In pelvic-mesh lawsuit, justices asked to untangle fair notice and deceptive marketing

Petitions of the week

The Petitions of the Week column highlights a selection of cert petitions recently filed in the Supreme Court. A list of all petitions we’re watching is available here.

In April 2019, the Food and Drug Administration ordered the end of sales of pelvic mesh, a medical device marketed to help women with certain urinary or vaginal conditions, to treat a common ailment called pelvic organ prolapse. The move came in response to a tide of lawsuits brought against manufacturers of the technology by women who alleged serious complications from its use in surgery. This week, we highlight cert petitions that ask the court to consider, among other things, whether one manufacturer should have known it could be liable for hundreds of millions of dollars for advertising and selling pelvic mesh in California.

California allows consumers, or state regulators on behalf of consumers, to sue businesses for failing to warn of a product’s risks. In 2016, California’s attorney general sued Ethicon, a pelvic-mesh manufacturer owned by Johnson & Johnson, accusing the company of marketing the devices to women and doctors in the state without sufficient warning of possible side effects.

The California laws relied on by the attorney general impose a fine for each act of “unfair competition” or “false advertising,” but they do not define what counts as a single violation. Determining that every marketing statement that failed to fully detail the risks of pelvic mesh was a violation – including written materials like pamphlets, newsletters, and hospital kits, as well as oral communications at sales fairs and business lunches – a state court estimated that Ethicon violated the laws over 270,000 times in California between 2008 and 2017.

The state appeals court jettisoned the oral-communication violations, holding that there was no evidence of what Ethicon executives and sales representatives actually said when discussing pelvic mesh across the state. But it upheld the written-material violations. Maintaining the trial court’s award of $1,250 per violation – half of the maximum of $2,500 allowed under California law – the appeals court ordered Ethicon to pay over $300 million to the state.

In Johnson & Johnson v. California, Ethicon and its parent company ask the justices to decide whether the California laws gave them “fair notice” of the extent of civil penalties they might face as a consequence of doing business there. Ethicon argues that the state court determined the number of written materials on pelvic mesh it shipped to California based on roving extrapolation, without any evidence of how many of those materials actually ended up in the hands of consumers. But in any event, the company contends, it suffered the real injury from insufficient warning of possible risks, due to the laws’ vague language regarding “violation[s].”

A list of this week’s featured petitions is below:

Johnson & Johnson v. California
22-447
Issues: (1) Whether a robust fair notice standard applies to California’s Unfair Competition Law and False Advertising Law given the severe civil penalties at stake, the risk of chilling protected speech, and the criminal penalties involved; and (2) whether Ethicon had fair notice that it faced hundreds of millions of dollars in civil penalties under these statutes for materials sent to California, but not proven to have reached consumers.

Shields v. Kentucky
22-450
Issue: When, if ever, a preliminary hearing provides an “adequate opportunity” for cross-examination under the Sixth Amendment’s confrontation clause.

Loper Bright Enterprises v. Raimondo
22-451
Issues: (1) Whether, under a proper application of Chevron v. Natural Resources Defense Council, the Magnuson-Stevens Act implicitly grants the National Marine Fisheries Service the power to force domestic vessels to pay the salaries of the monitors they must carry; and (2) whether the court should overrule Chevron, or at least clarify that statutory silence concerning controversial powers expressly but narrowly granted elsewhere in the statute does not constitute an ambiguity requiring deference to the agency.

United States v. Hakim
22-464
Issue: Whether a defendant’s erroneous pretrial self-representation categorically constitutes structural error, thereby requiring automatic vacatur of the convictions, where the defendant had counsel at trial and did not irretrievably lose any rights or defenses in the interim.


#### [What you will do]
With the images set aside, retype every record below character for character.

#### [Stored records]
################

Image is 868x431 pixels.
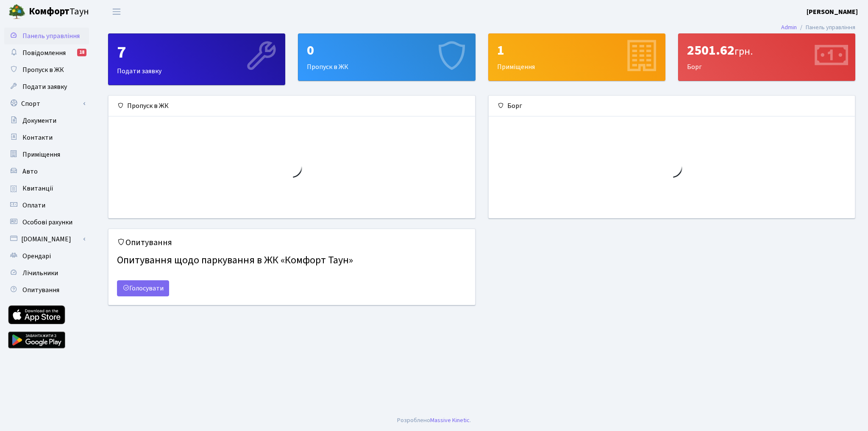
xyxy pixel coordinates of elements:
[4,112,89,129] a: Документи
[117,281,169,297] a: Голосувати
[735,44,753,59] span: грн.
[29,4,70,18] b: Комфорт
[117,251,466,270] h4: Опитування щодо паркування в ЖК «Комфорт Таун»
[4,265,89,281] a: Лічильники
[23,217,73,227] span: Особові рахунки
[23,251,51,261] span: Орендарі
[4,28,89,44] a: Панель управління
[307,42,466,58] div: 0
[4,281,89,299] a: Опитування
[488,33,666,81] a: 1Приміщення
[4,61,89,78] a: Пропуск в ЖК
[23,286,60,294] span: Опитування
[4,197,89,214] a: Оплати
[489,34,665,81] div: Приміщення
[108,96,475,116] div: Пропуск в ЖК
[298,34,474,81] div: Пропуск в ЖК
[108,33,285,85] a: 7Подати заявку
[797,23,856,32] li: Панель управління
[4,180,89,197] a: Квитанції
[23,184,53,193] span: Квитанції
[106,4,127,19] button: Переключити навігацію
[4,163,89,180] a: Авто
[4,230,89,248] a: [DOMAIN_NAME]
[4,129,89,146] a: Контакти
[397,416,430,424] a: Розроблено
[9,4,25,20] img: logo.png
[23,82,67,92] span: Подати заявку
[23,133,52,142] span: Контакти
[23,65,64,75] span: Пропуск в ЖК
[679,34,855,81] div: Борг
[108,34,284,85] div: Подати заявку
[23,31,80,41] span: Панель управління
[23,150,60,159] span: Приміщення
[23,48,65,57] span: Повідомлення
[807,7,858,17] b: [PERSON_NAME]
[23,167,38,176] span: Авто
[768,19,868,36] nav: breadcrumb
[4,248,89,265] a: Орендарі
[4,44,89,61] a: Повідомлення18
[687,42,846,58] div: 2501.62
[4,95,89,112] a: Спорт
[4,214,89,230] a: Особові рахунки
[489,96,856,116] div: Борг
[23,268,58,278] span: Лічильники
[430,416,469,424] a: Massive Kinetic
[29,4,89,19] span: Таун
[23,201,45,210] span: Оплати
[807,7,858,17] a: [PERSON_NAME]
[77,49,87,56] div: 18
[4,146,89,163] a: Приміщення
[497,42,656,58] div: 1
[23,116,56,125] span: Документи
[117,238,466,248] h5: Опитування
[117,42,276,63] div: 7
[781,23,797,32] a: Admin
[298,33,475,81] a: 0Пропуск в ЖК
[397,416,471,425] div: .
[4,78,89,95] a: Подати заявку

################

#### [Task output]
Image is 868x431 pixels.
xyxy pixel coordinates of elements:
[4,112,89,129] a: Документи
[117,281,169,297] a: Голосувати
[735,44,753,59] span: грн.
[29,4,70,18] b: Комфорт
[117,251,466,270] h4: Опитування щодо паркування в ЖК «Комфорт Таун»
[4,265,89,281] a: Лічильники
[23,217,73,227] span: Особові рахунки
[23,251,51,261] span: Орендарі
[4,28,89,44] a: Панель управління
[307,42,466,58] div: 0
[4,281,89,299] a: Опитування
[488,33,666,81] a: 1Приміщення
[4,61,89,78] a: Пропуск в ЖК
[23,286,60,294] span: Опитування
[4,197,89,214] a: Оплати
[489,34,665,81] div: Приміщення
[108,96,475,116] div: Пропуск в ЖК
[298,34,474,81] div: Пропуск в ЖК
[108,33,285,85] a: 7Подати заявку
[797,23,856,32] li: Панель управління
[4,180,89,197] a: Квитанції
[23,184,53,193] span: Квитанції
[106,4,127,19] button: Переключити навігацію
[4,163,89,180] a: Авто
[4,230,89,248] a: [DOMAIN_NAME]
[4,129,89,146] a: Контакти
[397,416,430,424] a: Розроблено
[9,4,25,20] img: logo.png
[23,82,67,92] span: Подати заявку
[23,133,52,142] span: Контакти
[23,65,64,75] span: Пропуск в ЖК
[679,34,855,81] div: Борг
[108,34,284,85] div: Подати заявку
[23,31,80,41] span: Панель управління
[23,150,60,159] span: Приміщення
[23,48,65,57] span: Повідомлення
[807,7,858,17] b: [PERSON_NAME]
[23,167,38,176] span: Авто
[768,19,868,36] nav: breadcrumb
[4,248,89,265] a: Орендарі
[4,44,89,61] a: Повідомлення18
[687,42,846,58] div: 2501.62
[4,95,89,112] a: Спорт
[4,214,89,230] a: Особові рахунки
[489,96,856,116] div: Борг
[23,268,58,278] span: Лічильники
[430,416,469,424] a: Massive Kinetic
[29,4,89,19] span: Таун
[23,201,45,210] span: Оплати
[807,7,858,17] a: [PERSON_NAME]
[77,49,87,56] div: 18
[4,146,89,163] a: Приміщення
[497,42,656,58] div: 1
[23,116,56,125] span: Документи
[117,238,466,248] h5: Опитування
[117,42,276,63] div: 7
[781,23,797,32] a: Admin
[298,33,475,81] a: 0Пропуск в ЖК
[397,416,471,425] div: .
[4,78,89,95] a: Подати заявку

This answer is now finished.